If you are tired of politics as usual, former Maine Gov. Angus King would like for you to try something different: Unity.

King, always the independent, is helping to spearhead a national movement to push politics away from the fringes and back to the center where, evidence indicates, most Americans live.

Two weeks ago, the cover story on our Sunday Perspective section described a large and broad majority of Americans living between the distant poles of liberalism and conservatism. Terming this group the “Levelheads,” the author described a majority group bound by a handful of common desires: that government should be effective, efficient, avoid moralizing and stay out of their private lives.

They are not particularly interested in following the ups and downs of political polls or in the strategy of winning elections. They have lives, they work, they pay taxes and raise children.

The author concluded that if, somehow, they could be united behind a common banner, they would be a potent political force in this country.

However, as we have seen again in recent days, our political agenda is driven from the extremes. The goal today is to whip up the political base and then try to attract as many votes as possible from the middle.

Why else would a proposed constitutional amendment to ban gay marriage be back before Congress? We’ve been over this ground several times in recent years, and nobody thinks the issue has a ghost of a chance in Congress.

It’s an election year, of course.

Now, however, important issues such as unprecedented government deficits and the war in Iraq will take a backseat to this pointless, annual charade.

King last week proposed a new way, a political movement that would start by capturing the middle and moving outward.

It’s called Unity08, and the group promises to hold an online convention in 2008 to nominate a Unity Ticket for a president and vice president drawn from opposite parties.

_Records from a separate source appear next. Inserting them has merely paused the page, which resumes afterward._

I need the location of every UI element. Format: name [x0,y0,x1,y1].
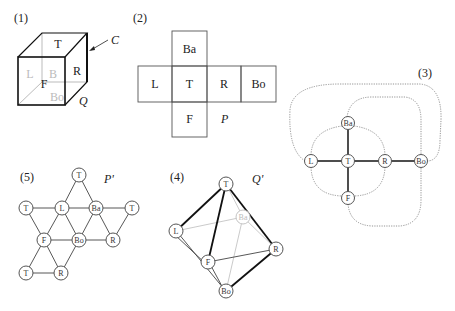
node-t-bottom: T [19,266,33,280]
node-l: L [305,155,318,168]
svg-text:Bo: Bo [74,236,83,245]
face-back: B [49,67,57,81]
node-l: L [55,201,69,215]
node-r: R [379,155,392,168]
unfolded-name-label: P' [103,172,114,186]
face-bottom: Bo [50,90,64,104]
svg-text:Ba: Ba [344,119,353,128]
panel-3-graph: (3) Ba L T R Bo F [290,66,441,226]
svg-text:T: T [130,204,135,213]
svg-text:T: T [24,269,29,278]
node-bo: Bo [415,155,428,168]
svg-text:Ba: Ba [239,213,248,222]
face-right: R [73,64,81,78]
svg-text:F: F [42,236,47,245]
net-cell-f: F [186,112,193,126]
svg-text:F: F [346,194,351,203]
svg-text:T: T [346,157,351,166]
node-t-top: T [72,168,86,182]
svg-text:R: R [273,245,279,254]
svg-text:R: R [382,157,388,166]
net-name-label: P [220,112,229,126]
cube-name-label: Q [79,94,88,108]
panel-5-label: (5) [20,170,34,184]
face-top: T [54,37,62,51]
node-t: T [219,177,233,191]
figure-canvas: (1) T L B R F Bo Q C (2) [0,0,455,311]
node-r: R [269,242,283,256]
panel-4-label: (4) [170,170,184,184]
svg-text:F: F [206,258,211,267]
net-cell-ba: Ba [183,42,197,56]
arrow-label: C [111,33,120,47]
node-bo: Bo [219,284,233,298]
node-ba: Ba [89,201,103,215]
node-f: F [37,233,51,247]
svg-text:L: L [174,227,179,236]
svg-text:Bo: Bo [221,287,230,296]
svg-text:Bo: Bo [416,157,425,166]
net-cell-l: L [151,77,158,91]
octahedron-name-label: Q' [252,172,264,186]
panel-4-octahedron: (4) Q' T Ba L F R Bo [169,170,283,298]
node-f: F [342,192,355,205]
node-ba: Ba [342,117,355,130]
face-left: L [26,67,33,81]
svg-text:L: L [309,157,314,166]
net-cell-bo: Bo [251,77,265,91]
svg-text:R: R [110,236,116,245]
svg-text:T: T [77,171,82,180]
node-ba: Ba [236,210,250,224]
svg-text:T: T [24,204,29,213]
panel-3-label: (3) [418,66,432,80]
node-t: T [342,155,355,168]
node-l: L [169,224,183,238]
net-cell-r: R [220,77,228,91]
node-t-right: T [125,201,139,215]
panel-5-unfolded-graph: (5) P' T T L Ba T F [19,168,139,280]
node-f: F [201,255,215,269]
panel-1-label: (1) [14,11,28,25]
panel-2-net: (2) Ba L T R Bo F P [133,11,276,137]
node-r-bottom: R [54,266,68,280]
panel-2-label: (2) [133,11,147,25]
node-t-left: T [19,201,33,215]
svg-text:T: T [224,180,229,189]
node-bo: Bo [72,233,86,247]
node-r: R [106,233,120,247]
svg-text:L: L [60,204,65,213]
svg-text:R: R [58,269,64,278]
svg-text:Ba: Ba [92,204,101,213]
net-cell-t: T [186,77,194,91]
panel-1-cube: (1) T L B R F Bo Q C [14,11,120,108]
face-front: F [41,77,48,91]
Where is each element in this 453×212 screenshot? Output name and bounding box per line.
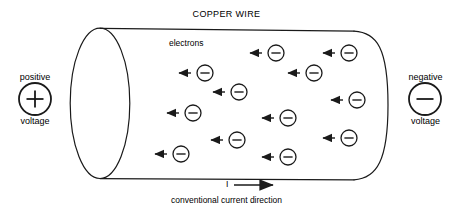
electron	[323, 45, 357, 61]
diagram-canvas: COPPER WIRE electrons positive voltage n…	[0, 0, 453, 212]
cylinder-left-opening	[70, 28, 130, 178]
electron	[262, 149, 296, 165]
negative-terminal-symbol	[409, 83, 441, 115]
electron	[288, 65, 322, 81]
electron	[155, 146, 189, 162]
wire-cylinder	[70, 28, 388, 180]
electron	[211, 132, 245, 148]
diagram-caption: conventional current direction	[0, 196, 453, 205]
electron-group	[155, 45, 365, 165]
electron	[262, 110, 296, 126]
electron	[250, 45, 284, 61]
cylinder-top-edge	[100, 28, 354, 31]
positive-terminal-top-label: positive	[0, 73, 70, 82]
positive-terminal-bottom-label: voltage	[0, 117, 70, 126]
positive-terminal-symbol	[19, 83, 51, 115]
terminal-group	[19, 83, 441, 115]
negative-terminal-top-label: negative	[398, 73, 453, 82]
electron	[323, 130, 357, 146]
electron	[179, 65, 213, 81]
electron	[167, 105, 201, 121]
electron	[331, 92, 365, 108]
electron	[213, 84, 247, 100]
electrons-label: electrons	[169, 39, 204, 48]
diagram-title: COPPER WIRE	[0, 10, 453, 19]
current-symbol-label: I	[226, 180, 228, 189]
negative-terminal-bottom-label: voltage	[398, 117, 453, 126]
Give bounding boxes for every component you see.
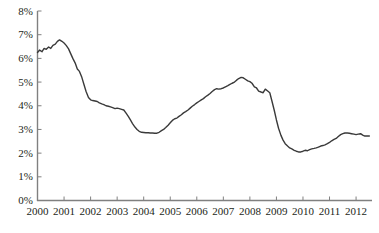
- plot-area: [0, 0, 379, 233]
- x-tick-label: 2000: [27, 205, 49, 217]
- x-tick-label: 2002: [80, 205, 102, 217]
- x-tick-label: 2005: [159, 205, 181, 217]
- x-axis-tick-labels: 2000200120022003200420052006200720082009…: [0, 205, 379, 223]
- x-tick-label: 2011: [319, 205, 341, 217]
- x-tick-label: 2012: [345, 205, 367, 217]
- x-tick-label: 2010: [292, 205, 314, 217]
- x-tick-label: 2001: [53, 205, 75, 217]
- x-tick-label: 2006: [186, 205, 208, 217]
- x-tick-label: 2009: [265, 205, 287, 217]
- data-line-rate: [38, 40, 370, 152]
- axis-lines: [37, 11, 372, 201]
- x-tick-label: 2003: [106, 205, 128, 217]
- x-tick-label: 2004: [133, 205, 155, 217]
- x-tick-label: 2008: [239, 205, 261, 217]
- chart-container: 8% 7% 6% 5% 4% 3% 2% 1% 0% 2000200120022…: [0, 0, 379, 233]
- x-tick-label: 2007: [212, 205, 234, 217]
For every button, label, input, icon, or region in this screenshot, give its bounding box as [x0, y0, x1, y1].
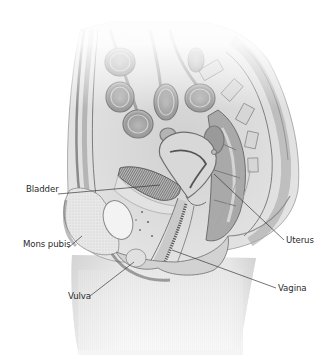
- label-vagina: Vagina: [278, 283, 306, 293]
- label-vulva: Vulva: [68, 291, 91, 301]
- label-uterus: Uterus: [286, 235, 314, 245]
- label-bladder: Bladder: [26, 184, 59, 194]
- anatomy-diagram: Bladder Mons pubis Vulva Uterus Vagina: [0, 0, 332, 363]
- label-mons-pubis: Mons pubis: [23, 239, 71, 249]
- pelvis-illustration: [0, 0, 332, 363]
- top-fade: [0, 0, 332, 363]
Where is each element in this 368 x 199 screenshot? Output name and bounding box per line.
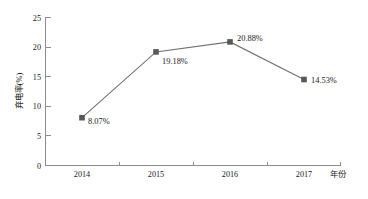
x-tick-label-2015: 2015 [148, 170, 164, 179]
data-point-2015 [153, 49, 159, 55]
x-tick-label-2016: 2016 [222, 170, 238, 179]
x-axis-title: 年份 [330, 169, 347, 179]
y-axis-title: 弃电率(%) [14, 73, 24, 110]
y-tick-label-5: 5 [37, 132, 41, 141]
y-tick-label-15: 15 [33, 73, 41, 82]
data-label-2016: 20.88% [237, 34, 263, 43]
data-point-2017 [301, 77, 307, 83]
x-tick-label-2014: 2014 [74, 170, 90, 179]
line-chart: 25 20 15 10 5 0 2014 2015 2016 2017 弃电率(… [0, 0, 368, 199]
y-tick-label-20: 20 [33, 43, 41, 52]
data-point-2014 [79, 115, 85, 121]
data-label-2014: 8.07% [88, 117, 110, 126]
x-tick-label-2017: 2017 [296, 170, 312, 179]
chart-canvas: 25 20 15 10 5 0 2014 2015 2016 2017 弃电率(… [0, 0, 368, 199]
data-label-2015: 19.18% [162, 57, 188, 66]
data-label-2017: 14.53% [311, 76, 337, 85]
y-tick-label-10: 10 [33, 102, 41, 111]
chart-background [0, 0, 368, 199]
y-tick-label-25: 25 [33, 14, 41, 23]
data-point-2016 [227, 39, 233, 45]
y-tick-label-0: 0 [37, 162, 41, 171]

Then it hopes to put that ticket on the ballots in all 50 states.

According to Unity 08, “America may never have faced so many issues crucial to its security and welfare at the same time: worldwide terrorism, dependence on foreign oil, global climate change, the economic rise of India and China, a soaring national debt, the need for affordable health care, a crisis in education and more.”

If Unity08 can get itself off the ground, Americans who have lost faith in both Republicans and Democrats – and there are millions of them – may have an alternative in 2008.